The horde of bird folk mass around Melanis, but she’s agile as a zipperwing, one of those tiny, fleet songbirds. She easily evades them when they get too close, dancing in little circles around her pursuers. “I’ve been flying for far longer than your kind has been in existence,” she sneers. “You’re fools to think you have any hope of matching me in the air!”

More and more aviax swarm after her, but it’s too late. She darts into the darkness, and just like that, she’s gone. I don’t have to search far to feel the telltale tingle of the door opening for her, the one the Gilded Ones have no doubt created to spirit her back to where she came from. “Until next time,” comes her taunting cry.

And then there’s silence. The door has completely disappeared, leaving no trace behind.

White Hands turns to me, her eyes deadly serious. “We need to move,” she says. “We need to get to Hemaira before the Gilded Ones do, or our element of surprise will be lost.”

I shake my head. “It’s already lost. Melanis will be with them by now. And they’ll already be preparing an army to storm Hemaira and take my kelai. You know this as well as I do.”

White Hands nods. “You are correct…which is why we need to move fast.” As I frown, she turns to Braima and Masaima, who are emerging from the path just beyond the hot springs, Karmoko Thandiwe at their side. “Is everything prepared? All the equipment and the troops?”

“Yes, Lady,” the equus reply as one.

“Wonderful.” White Hands then turns to the aviax monarchs, who are landing on the boulders surrounding the springs, the king’s massive bulk struggling to fit on even the largest boulder. “The sign we’ve been waiting for has arrived,” she tells them. “Summon your troops.
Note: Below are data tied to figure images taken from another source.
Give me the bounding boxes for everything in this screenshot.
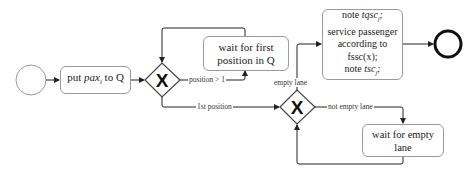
gateway-1-x-icon: X — [156, 71, 169, 90]
task-service-passenger: note tqscj; service passenger according … — [322, 9, 403, 80]
task-put-pax-label: put paxi to Q — [67, 71, 124, 89]
task-wait-first-label: wait for firstposition in Q — [217, 41, 274, 67]
task-wait-lane-label: wait for empty lane — [363, 128, 443, 154]
task-wait-first-position: wait for firstposition in Q — [203, 36, 289, 71]
flow-label-position-gt-1: position > 1 — [188, 75, 226, 84]
flow-label-empty-lane: empty lane — [273, 78, 308, 87]
flow-label-not-empty-lane: not empty lane — [327, 102, 374, 111]
task-wait-empty-lane: wait for empty lane — [362, 124, 444, 157]
task-service-label: note tqscj; service passenger according … — [327, 9, 397, 80]
task-put-pax: put paxi to Q — [60, 66, 131, 94]
flow-label-1st-position: 1st position — [196, 102, 233, 111]
end-event-icon — [435, 31, 461, 57]
start-event-icon — [16, 65, 46, 95]
gateway-2-x-icon: X — [291, 98, 304, 117]
bpmn-diagram: X X put paxi to Q wait for firstposition… — [0, 0, 473, 173]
We leave at first light. Tomorrow, we war for the soul of Otera.”

32

I’m already awake and dressed when the first faint ray of sunlight breaks over Ilarong’s peaks the next morning. From the balcony of my room, I look out at battalions of aviax, their bodies covered in glittering silver armor, their talons capped by hard iron, and their wings thoroughly preened to allow them to cut faster through the air. Surrounding them are deathshrieks, multitudes as far as the eye can see. They spill over the city streets, an army so immense, Ilarong seems overwhelmed by their sheer numbers. They must have traveled all night to join the other armies already resting here and in the jungle below us. There are even alaki alongside them—jatu too. All allies White Hands collected while I was traveling to Gar Nasim, trying to find what sign I could of Mother and, by extension, my kelai.

When a familiar trumpeting sounds, I look down to find that there are even more troops in the flower-filled plain below Ilarong, many of them riding leathery gray mammuts, the colossal animals whose multiple ivory tusks and spiked tails can gore countless unlucky souls on the battlefield. How they made it all the way here, I don’t know, and truthfully, I don’t want to. I have enough on my mind already.